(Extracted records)

◇ ◇ ◇ ◇ ◇

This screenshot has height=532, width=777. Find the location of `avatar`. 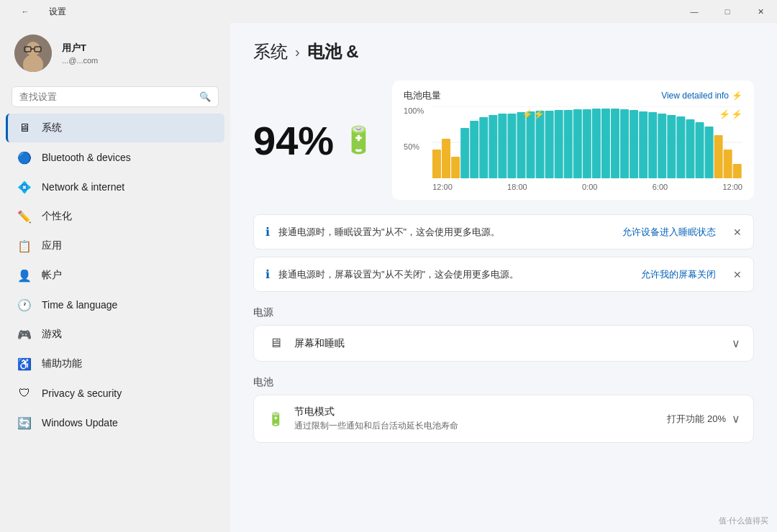

avatar is located at coordinates (33, 53).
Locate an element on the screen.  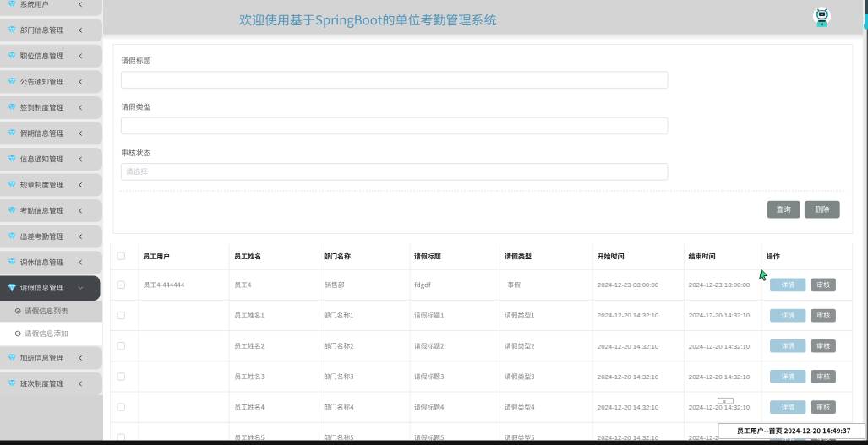
svg-text: x is located at coordinates (725, 401).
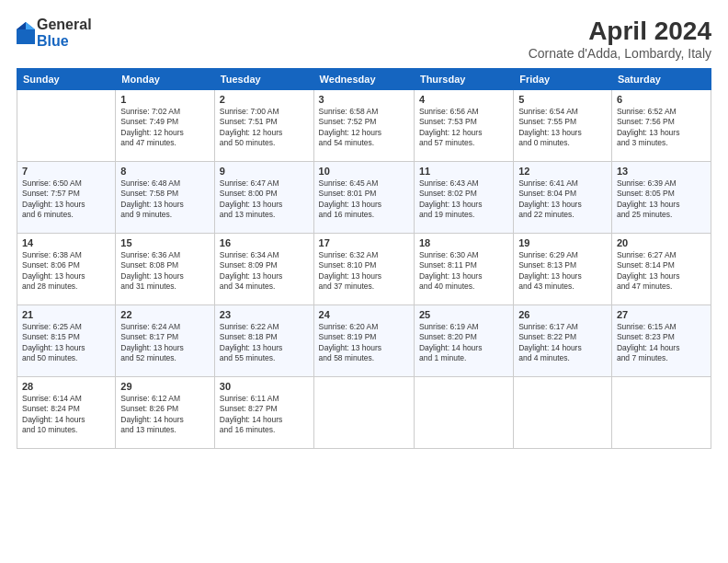  Describe the element at coordinates (463, 270) in the screenshot. I see `calendar-cell: 18Sunrise: 6:30 AM Sunset: 8:11 PM Dayli…` at that location.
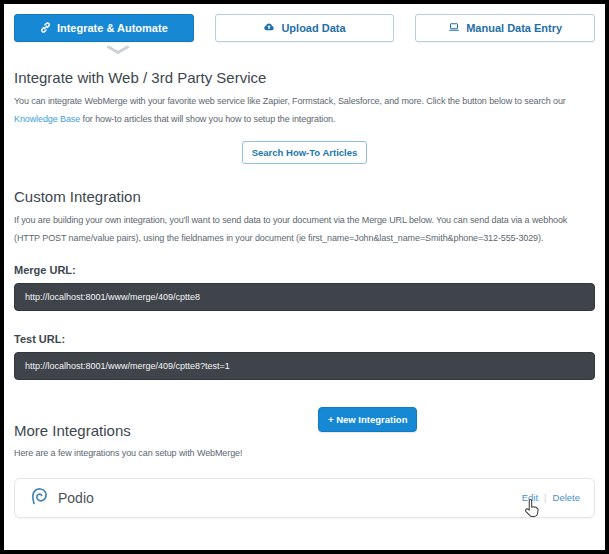 This screenshot has width=609, height=554. What do you see at coordinates (551, 498) in the screenshot?
I see `integration-actions: Edit | Delete` at bounding box center [551, 498].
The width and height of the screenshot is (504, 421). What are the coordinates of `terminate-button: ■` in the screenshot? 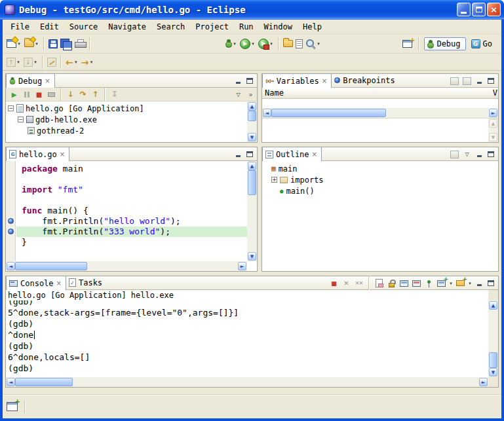 It's located at (39, 94).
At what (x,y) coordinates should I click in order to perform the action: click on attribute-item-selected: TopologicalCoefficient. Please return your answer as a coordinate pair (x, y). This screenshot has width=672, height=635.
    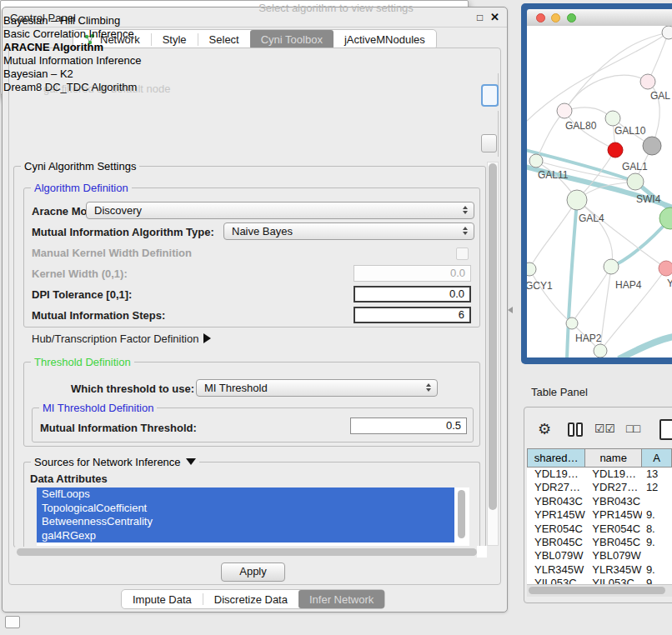
    Looking at the image, I should click on (245, 508).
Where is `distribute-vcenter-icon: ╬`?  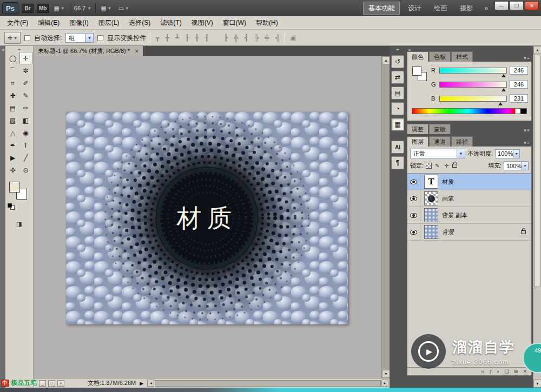 distribute-vcenter-icon: ╬ is located at coordinates (236, 38).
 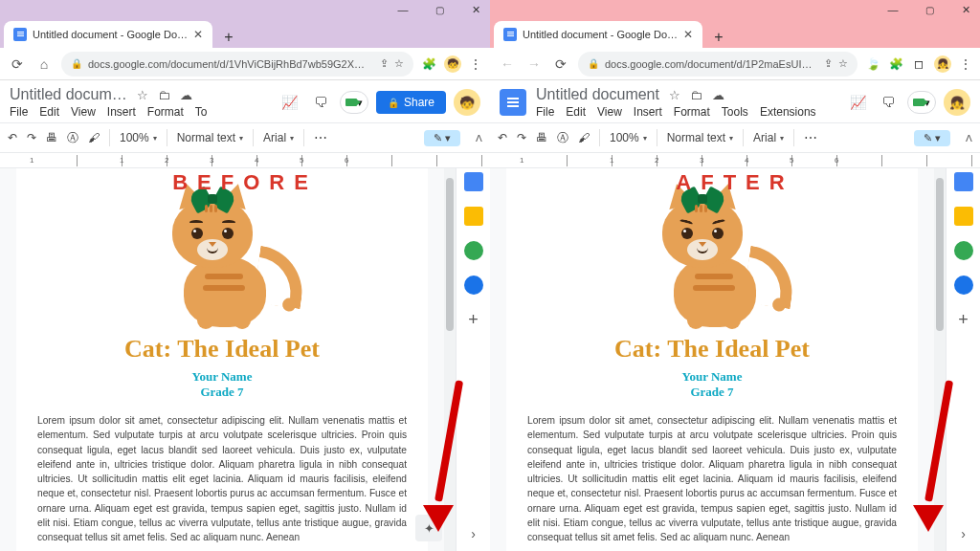 What do you see at coordinates (686, 95) in the screenshot?
I see `docs-title: Untitled document ☆ 🗀 ☁` at bounding box center [686, 95].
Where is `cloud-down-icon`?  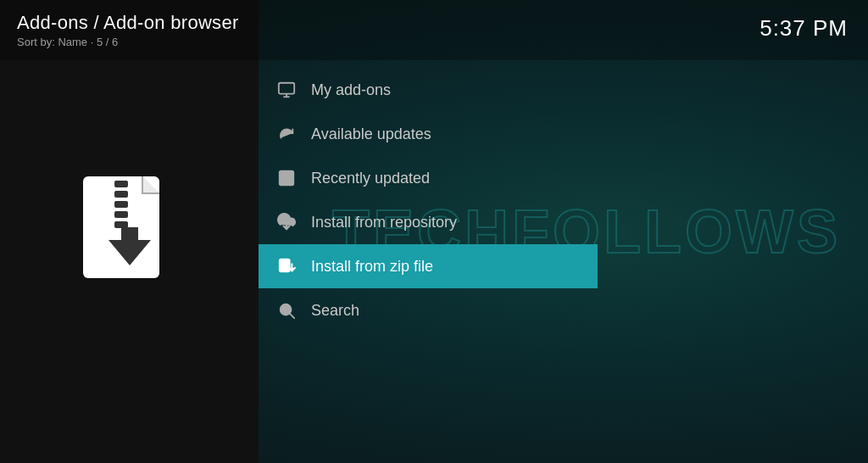
cloud-down-icon is located at coordinates (287, 222).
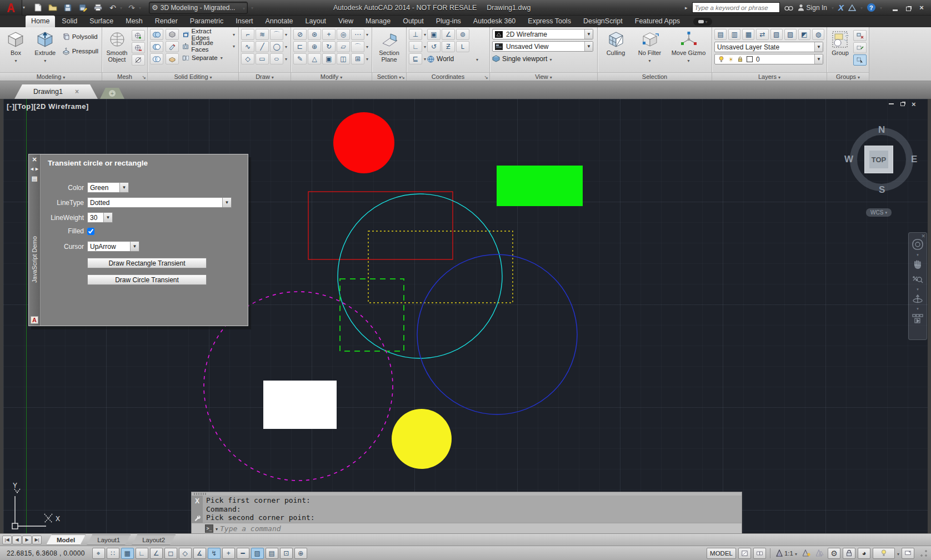 Image resolution: width=931 pixels, height=560 pixels. I want to click on ribbon-tab-view: View, so click(346, 21).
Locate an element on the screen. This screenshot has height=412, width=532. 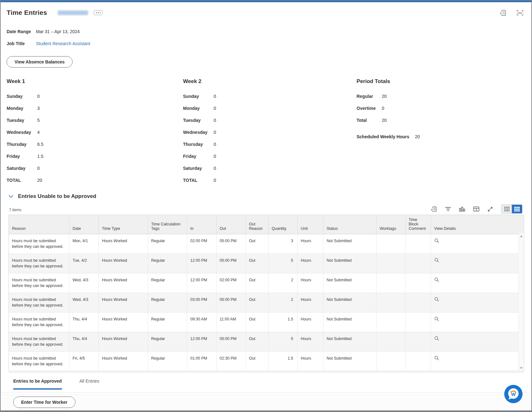
column-header: Worktags is located at coordinates (391, 224).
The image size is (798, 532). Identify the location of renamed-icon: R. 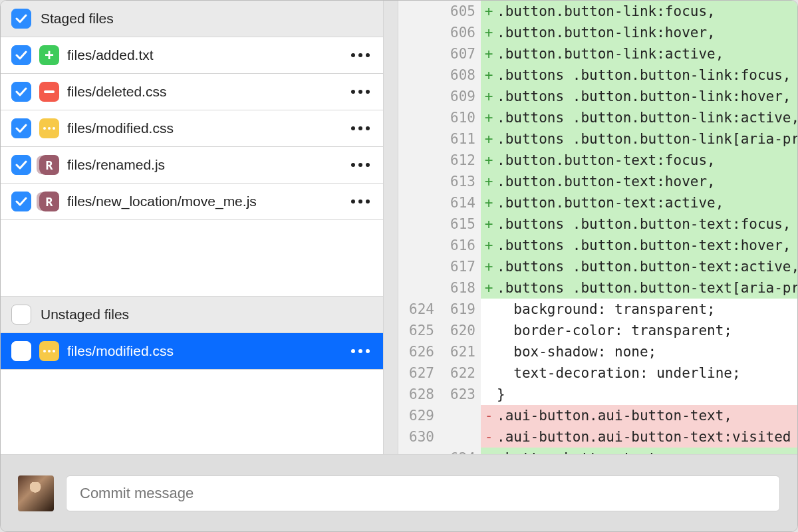
(49, 165).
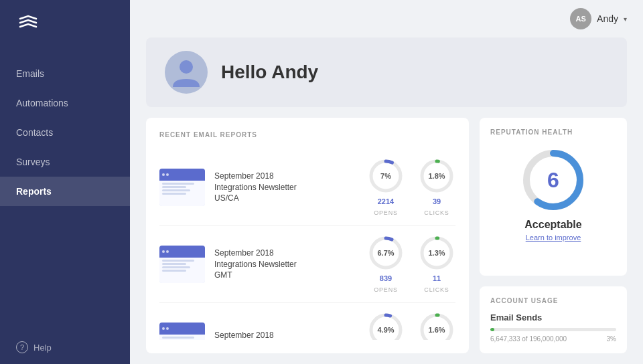  I want to click on reputation-link: Learn to improve, so click(553, 238).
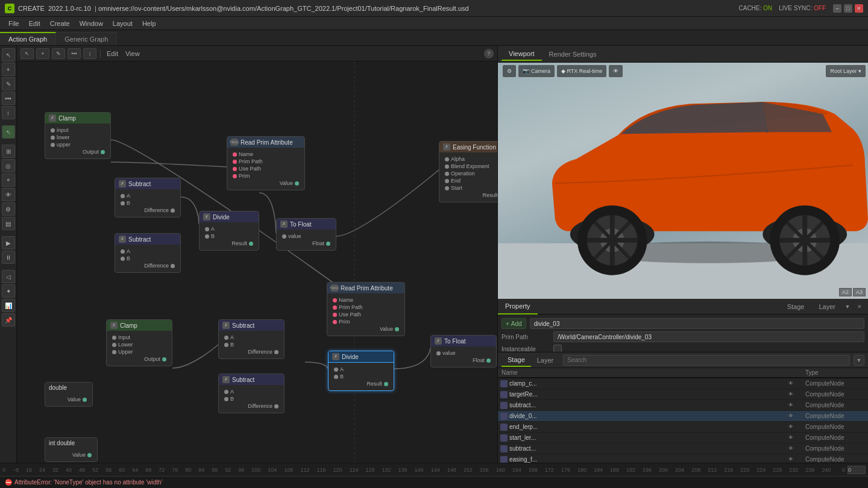  What do you see at coordinates (846, 71) in the screenshot?
I see `vp-root-btn: Root Layer ▾` at bounding box center [846, 71].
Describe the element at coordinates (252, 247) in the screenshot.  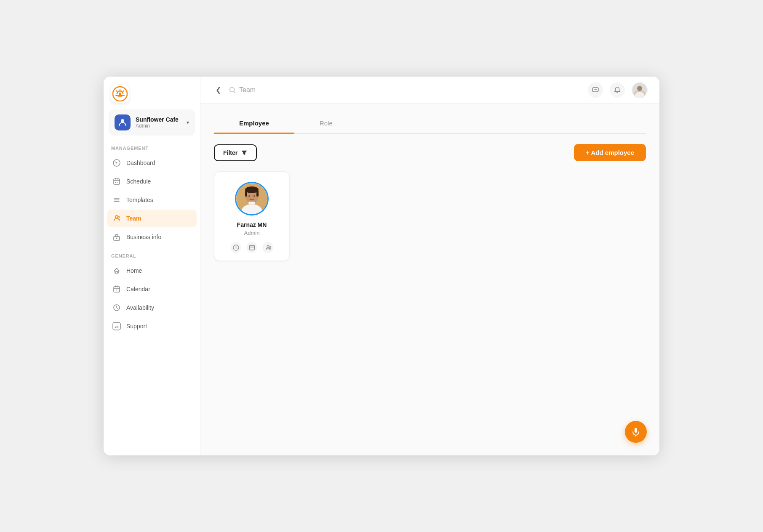
I see `employee-schedule-button` at that location.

◇ ◇ ◇ ◇ ◇

Working down from the line with "The image size", copy each line exactly until the last line of the entries, which is also included. Omit the pictures.

**EXERCISE RESPONSE:**
The image size is (798, 532). Identify the location of renamed-icon: R. 
(49, 165).
  I want to click on reputation-link: Learn to improve, so click(553, 238).
  What do you see at coordinates (846, 71) in the screenshot?
I see `vp-root-btn: Root Layer ▾` at bounding box center [846, 71].
Describe the element at coordinates (252, 247) in the screenshot.  
I see `employee-schedule-button` at that location.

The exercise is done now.